Sumie Ikeda sheds tears as she leads a group of Japanese citizens on a visit to the graves of their adoptive Chinese parents in Fangzheng, Heilongjiang province, in July. Wang Kai / Xinhua |
Thousands of former 'war orphans', Chinese-born Japanese children left behind when their parents returned to Japan in 1945, have spent their lives attempting to find their true antecedents. For one woman, that journey took more than 40 years and involved three changes of name, as Cai Hong and Shan Yi report from Tokyo.
One day in 1953, a policeman arrived at the home of Sumie Ikeda in Mudanjiang city in the northeastern province of Heilongjiang. He asekd yo speak with her mother, and requested that the 8-year-old girl leave the room so the adults could speak freely.

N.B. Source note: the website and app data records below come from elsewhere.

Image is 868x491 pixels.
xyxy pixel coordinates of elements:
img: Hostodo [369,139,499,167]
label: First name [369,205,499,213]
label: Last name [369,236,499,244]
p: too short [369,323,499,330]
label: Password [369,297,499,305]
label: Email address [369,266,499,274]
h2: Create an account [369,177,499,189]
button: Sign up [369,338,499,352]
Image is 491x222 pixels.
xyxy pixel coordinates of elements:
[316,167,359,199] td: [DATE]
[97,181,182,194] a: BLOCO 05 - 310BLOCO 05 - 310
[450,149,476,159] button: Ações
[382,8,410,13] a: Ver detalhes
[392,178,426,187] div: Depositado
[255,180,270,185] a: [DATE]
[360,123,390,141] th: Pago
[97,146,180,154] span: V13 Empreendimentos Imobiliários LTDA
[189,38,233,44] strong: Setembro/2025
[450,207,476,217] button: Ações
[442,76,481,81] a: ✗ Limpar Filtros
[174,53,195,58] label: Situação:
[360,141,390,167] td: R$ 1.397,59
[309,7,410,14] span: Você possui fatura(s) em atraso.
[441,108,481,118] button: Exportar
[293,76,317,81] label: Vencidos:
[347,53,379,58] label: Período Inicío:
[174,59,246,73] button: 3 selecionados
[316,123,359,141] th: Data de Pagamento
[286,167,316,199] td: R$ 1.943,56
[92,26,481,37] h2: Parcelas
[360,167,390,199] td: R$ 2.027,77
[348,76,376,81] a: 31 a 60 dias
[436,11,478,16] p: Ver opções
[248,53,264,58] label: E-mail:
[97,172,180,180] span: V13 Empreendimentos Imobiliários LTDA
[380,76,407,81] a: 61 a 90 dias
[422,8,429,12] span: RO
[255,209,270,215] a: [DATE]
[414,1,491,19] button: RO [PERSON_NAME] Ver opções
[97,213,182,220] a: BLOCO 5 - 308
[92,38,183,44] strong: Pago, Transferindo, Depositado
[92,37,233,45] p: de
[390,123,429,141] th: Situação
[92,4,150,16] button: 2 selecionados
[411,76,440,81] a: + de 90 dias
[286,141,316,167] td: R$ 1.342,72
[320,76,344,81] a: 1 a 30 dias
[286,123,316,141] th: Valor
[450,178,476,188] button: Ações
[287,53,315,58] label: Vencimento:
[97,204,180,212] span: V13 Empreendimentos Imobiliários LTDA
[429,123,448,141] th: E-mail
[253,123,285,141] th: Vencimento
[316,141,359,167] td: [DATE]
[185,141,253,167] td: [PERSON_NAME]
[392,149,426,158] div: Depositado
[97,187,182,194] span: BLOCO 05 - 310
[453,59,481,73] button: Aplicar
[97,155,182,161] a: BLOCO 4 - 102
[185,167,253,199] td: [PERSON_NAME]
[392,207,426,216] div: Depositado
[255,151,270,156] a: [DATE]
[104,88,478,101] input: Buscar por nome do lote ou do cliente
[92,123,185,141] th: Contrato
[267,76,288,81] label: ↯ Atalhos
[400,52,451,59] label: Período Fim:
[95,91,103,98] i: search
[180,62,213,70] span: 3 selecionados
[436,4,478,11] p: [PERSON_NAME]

Ikeda complied, but hid behind a door to eavesdrop. The conversation stunned her.
"Your daughter is Japanese, isn't she?" the officer asked.
Even though her mother refuted the accusation, for Ikeda - who was known as Xu Ming at the time - the exchange corroborated the strange stories her neighbors and classmates had told her. Some said she had been adopted. Others simply called her "the Japanese".
She demanded to know the truth, and was distraught to discover that the policeman had been correct. At the time, just eight years after the War of Resistance Against Japanese Aggresion (1937-45), recollections of the Japanese army's bruality during the occupation of China were still raw.
"Not all Japanese people commit evil deeds. The Japanese soldiers are bad men, but the Japanese people are not," her mother said, in attempt to calm her.
Despite making many efforts, the only thing Ikeda was able to learn about her biological parents was that they had left her behind when they evacuated Mudanjiang after Japan's surrender on Aug 15, 1945.
Initially, Ikeda had a happy life with her adoptive family, but everything changed when her foster father fled after his business failed. Ikeda began to take care of her mother, who had bound feet and could hardly walk, let alone earn a living.
They lived on the breadline. Late one night, Ikeda awoke to discover her foster mother attempting to hang herself. Dissuaded by the sight of Ikeda's tears, she she pledged to stay alive for the sake of her adopted daughter.
The dire circumstances led Ikeda to try to find her biological parents and ask for help. "Although I knew absolutely nothing about them, I always prayed toward the east, which, as I knew, is where Japan is," she said.
In 1953. China began repatriating "war orphans" - children left behind by Japanese soldiers and civilians - but Ikeda refused to go because she didn't want to leave her foster family and, equally important, she had no one to turn to in her home country.
After graduating from a teaching college in 1962, Ikeda was sent to a school in a remote woodland district far from home, where she married a woodcutter, settled down and had three children.